| Problem requirements |
Where a picture appears, leave it out, and print the rest of the records as they are.

(Measurement transcription data)
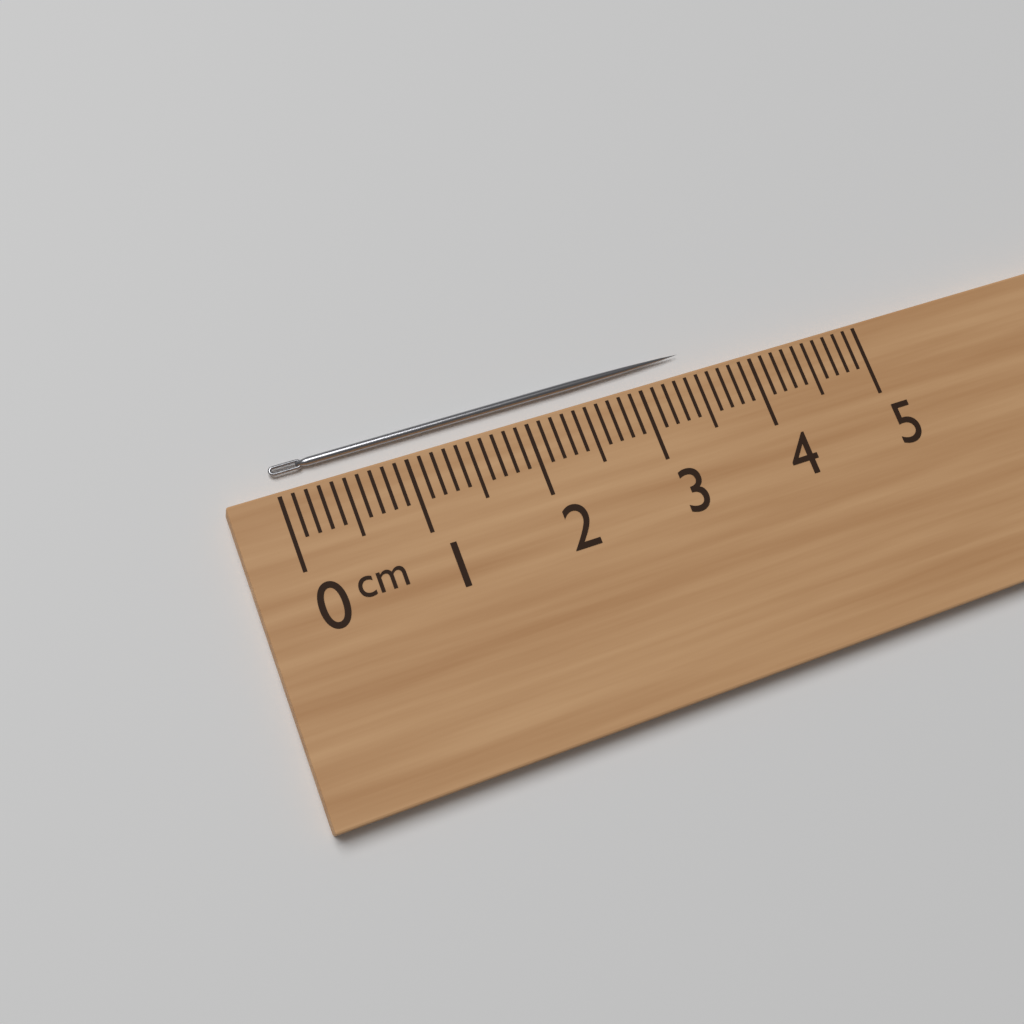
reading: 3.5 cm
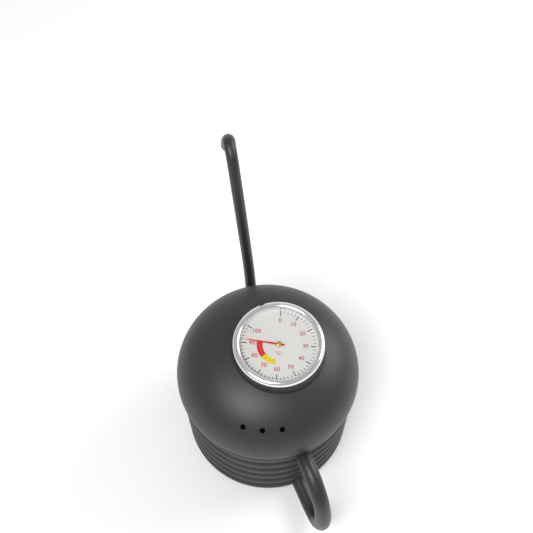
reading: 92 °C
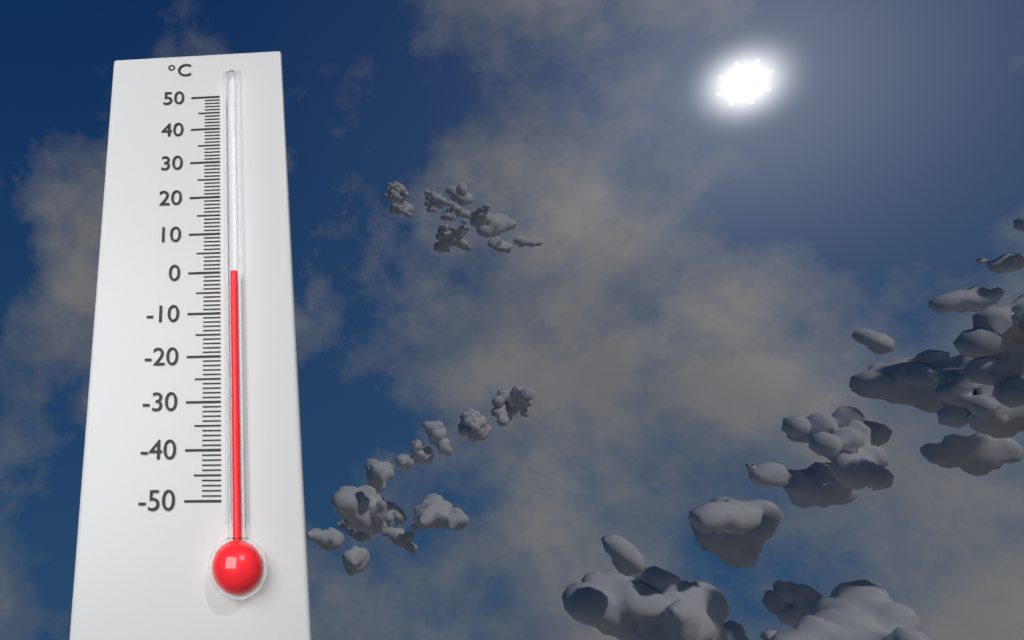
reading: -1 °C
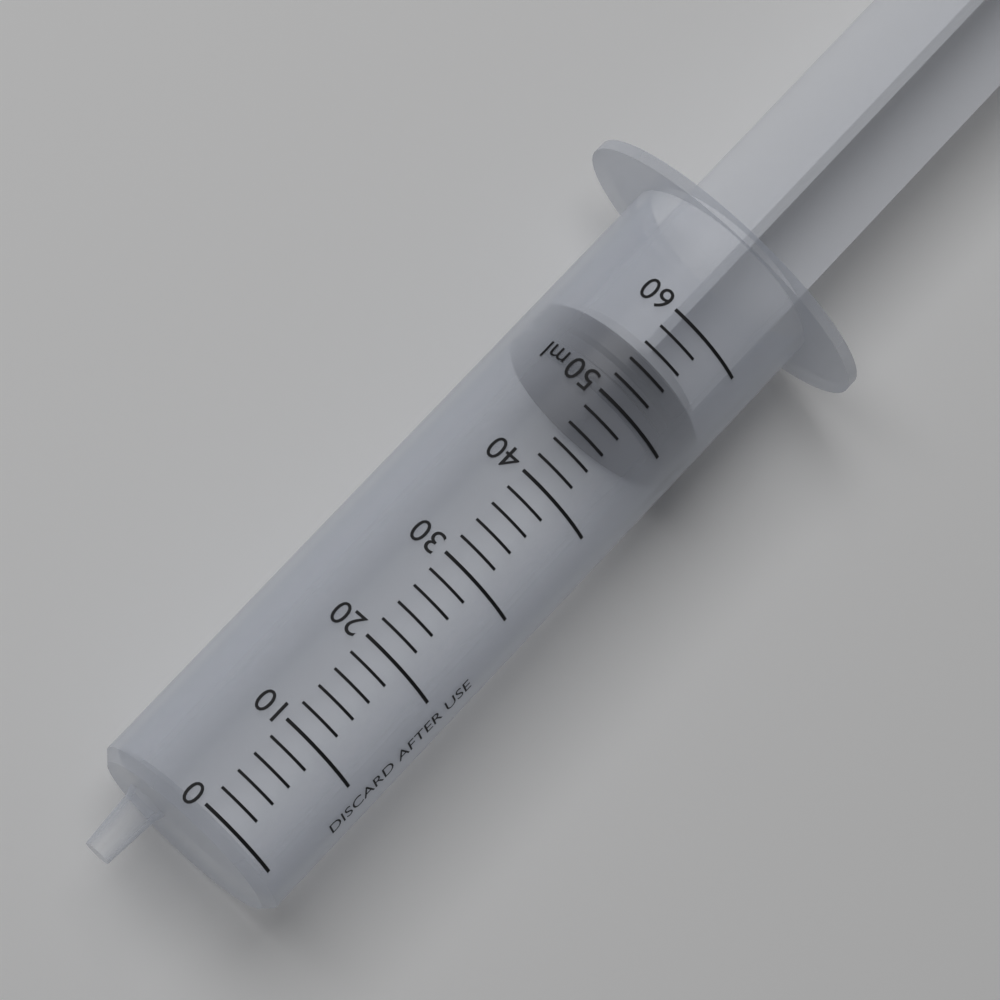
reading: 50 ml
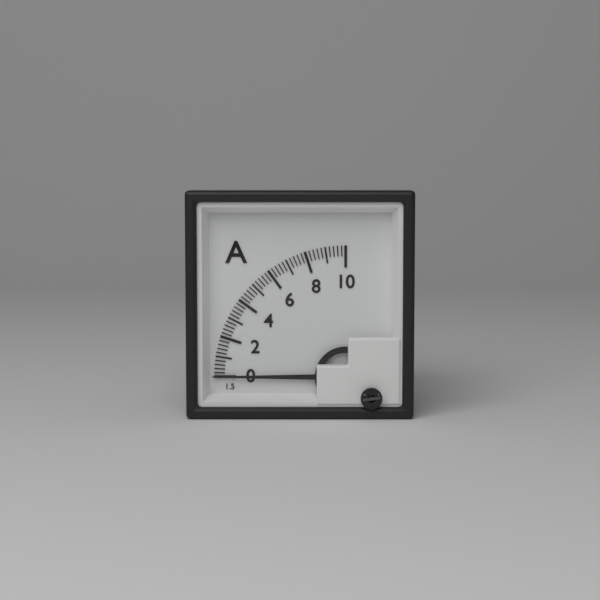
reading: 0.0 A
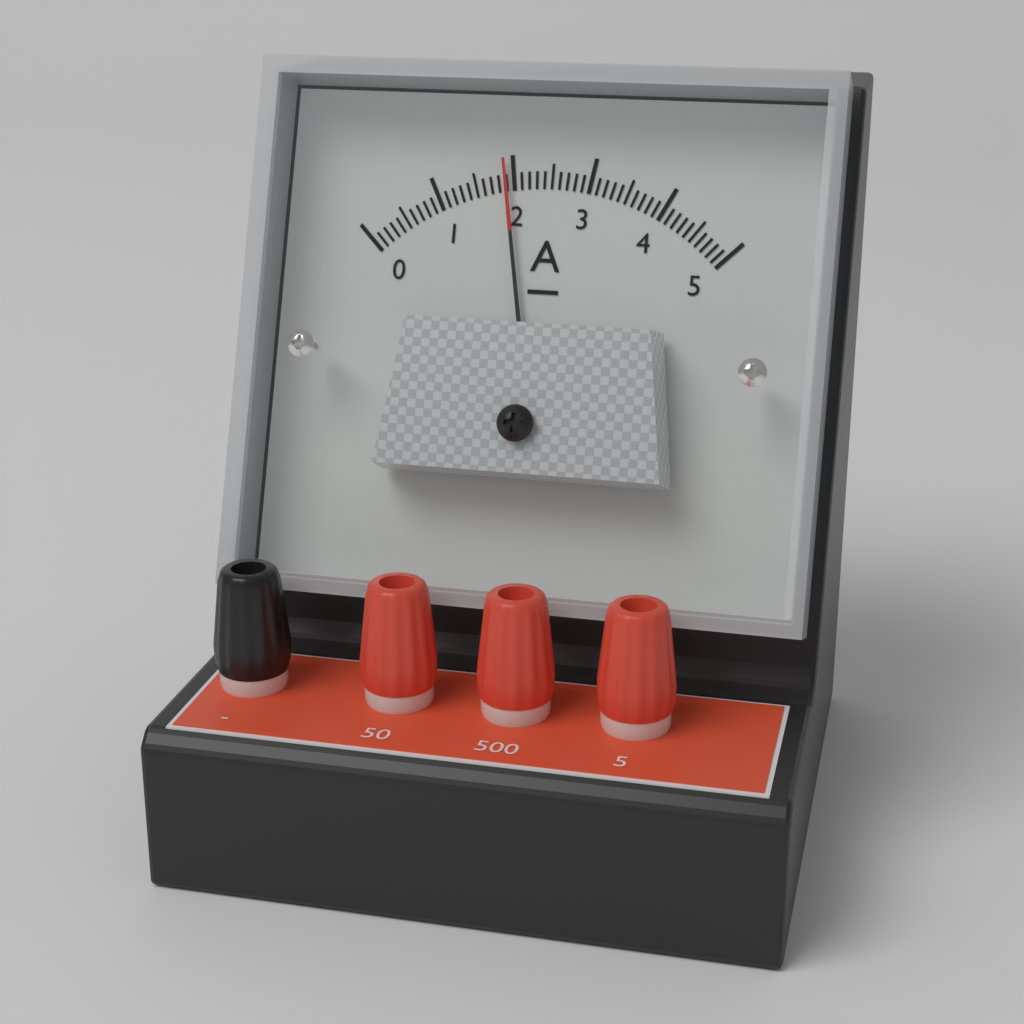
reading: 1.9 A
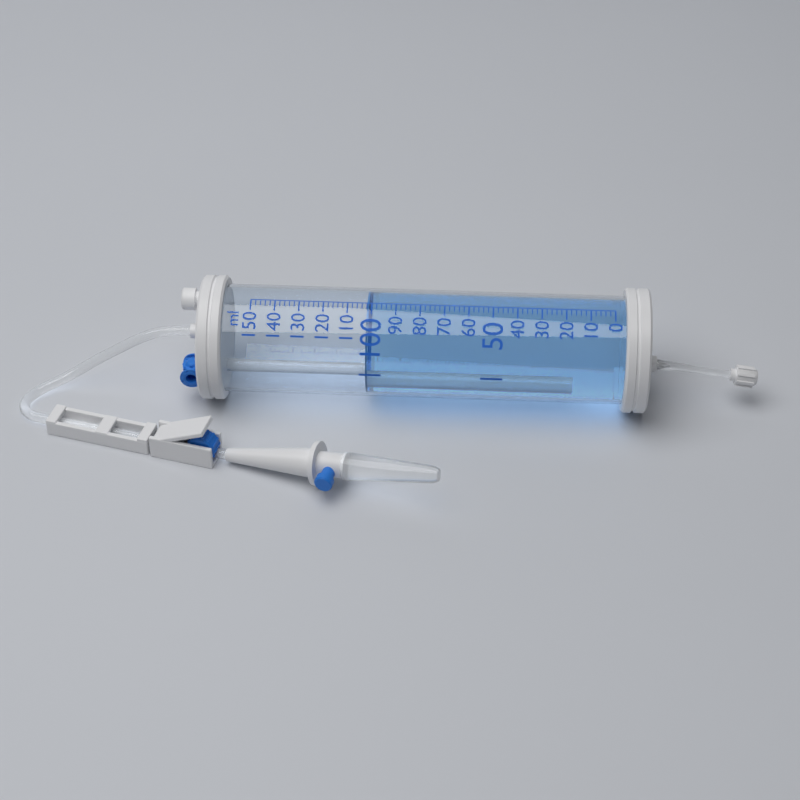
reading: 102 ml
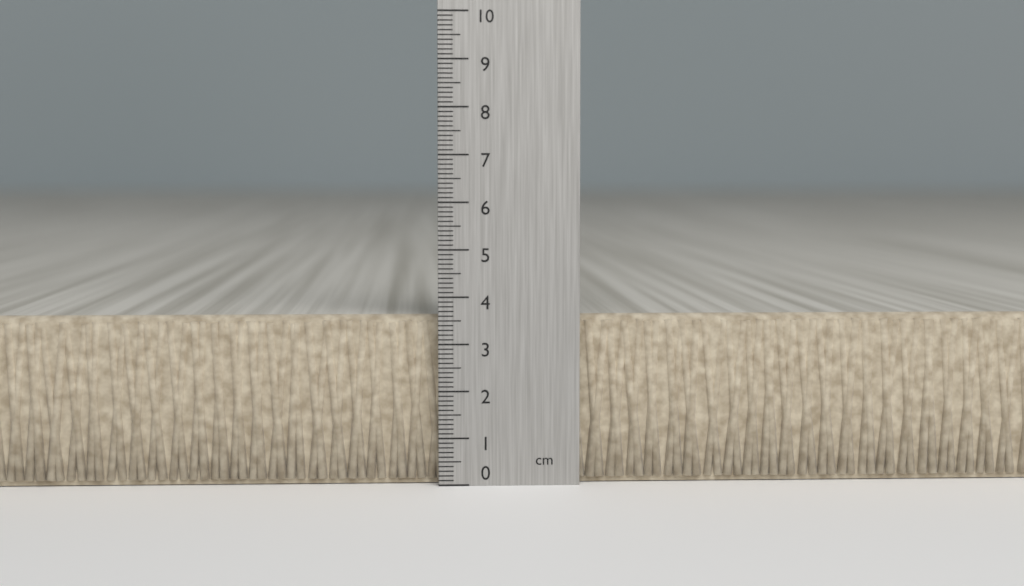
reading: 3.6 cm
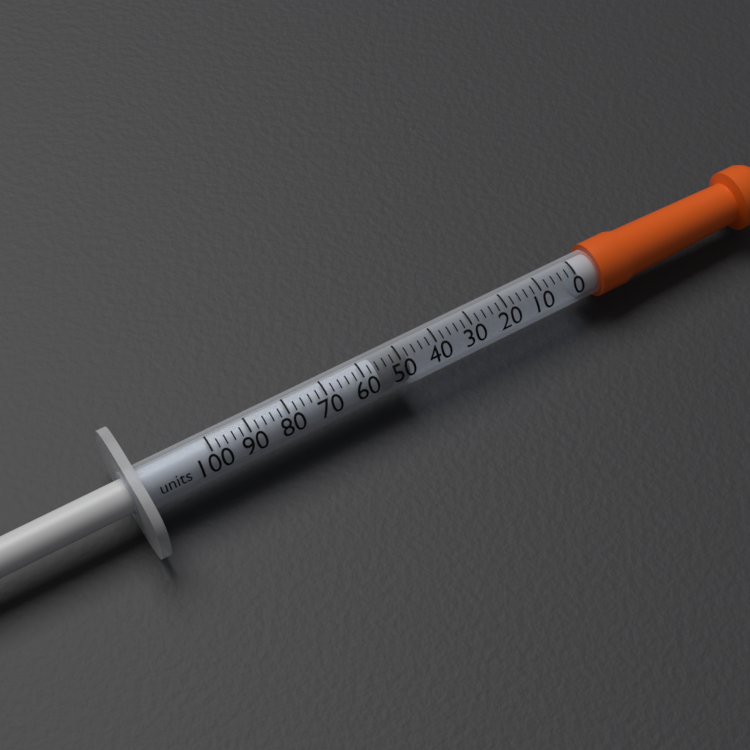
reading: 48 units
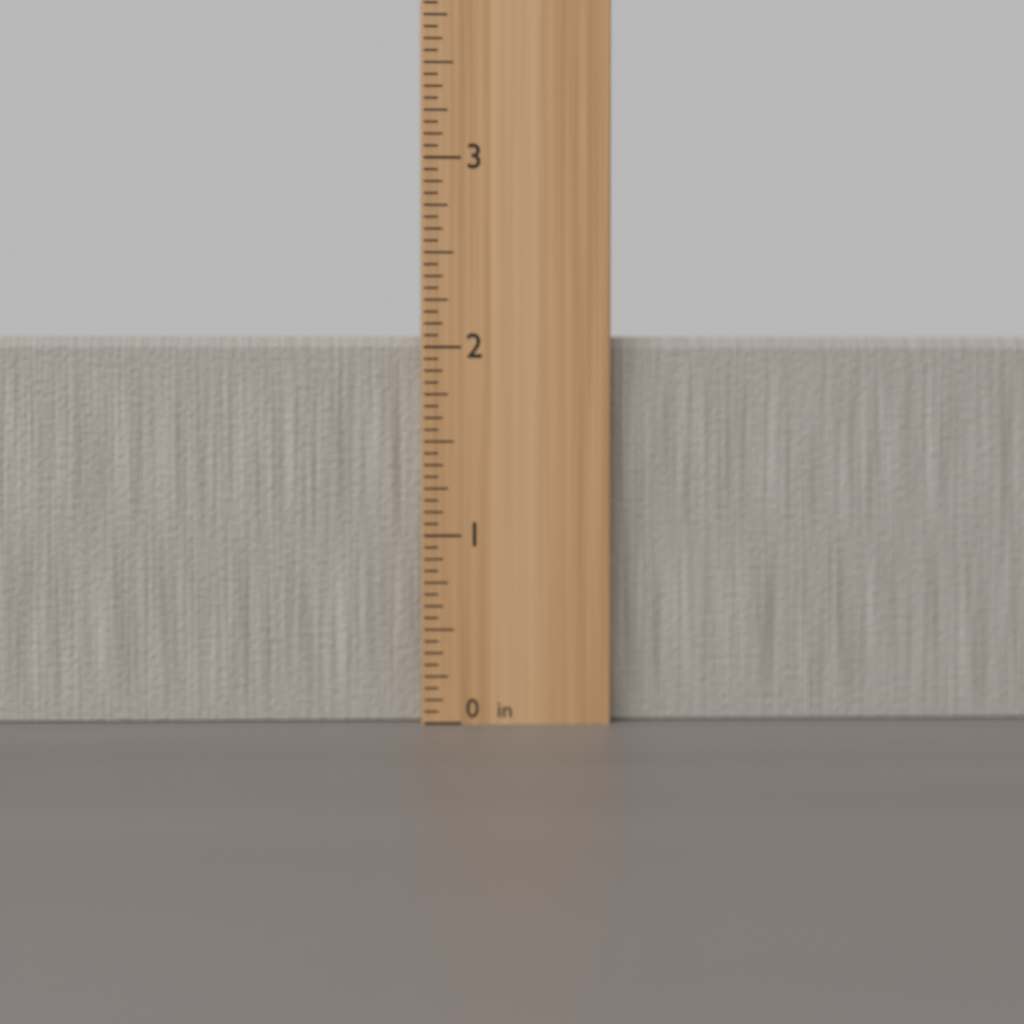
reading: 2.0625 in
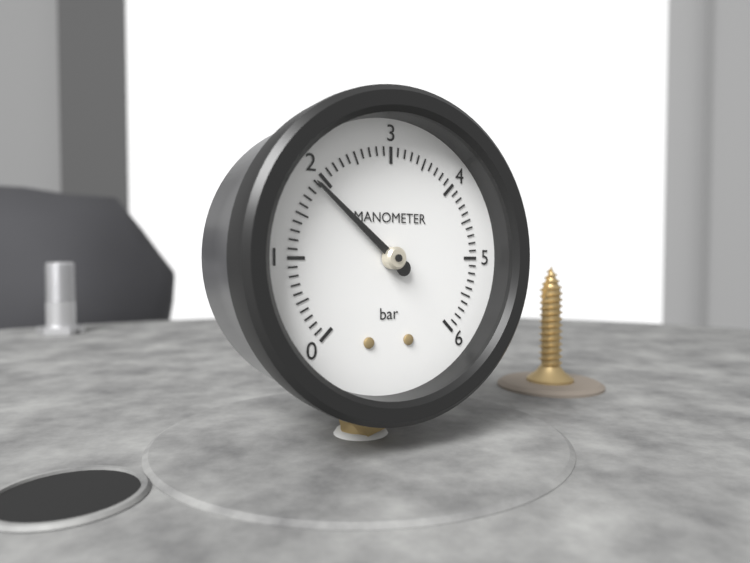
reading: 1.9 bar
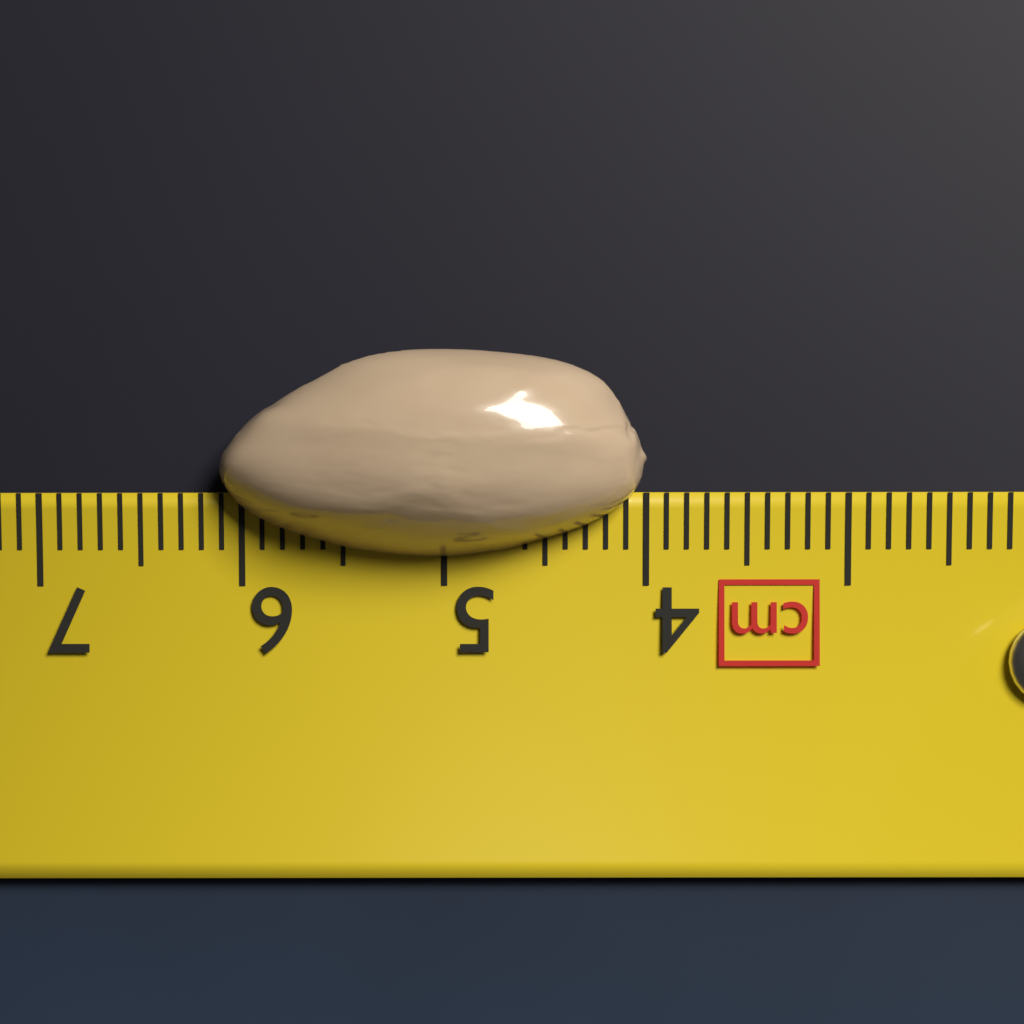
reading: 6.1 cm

| Response |
reading: 3.5 cm
reading: 92 °C
reading: -1 °C
reading: 50 ml
reading: 0.0 A
reading: 1.9 A
reading: 102 ml
reading: 3.6 cm
reading: 48 units
reading: 2.0625 in
reading: 1.9 bar
reading: 6.1 cm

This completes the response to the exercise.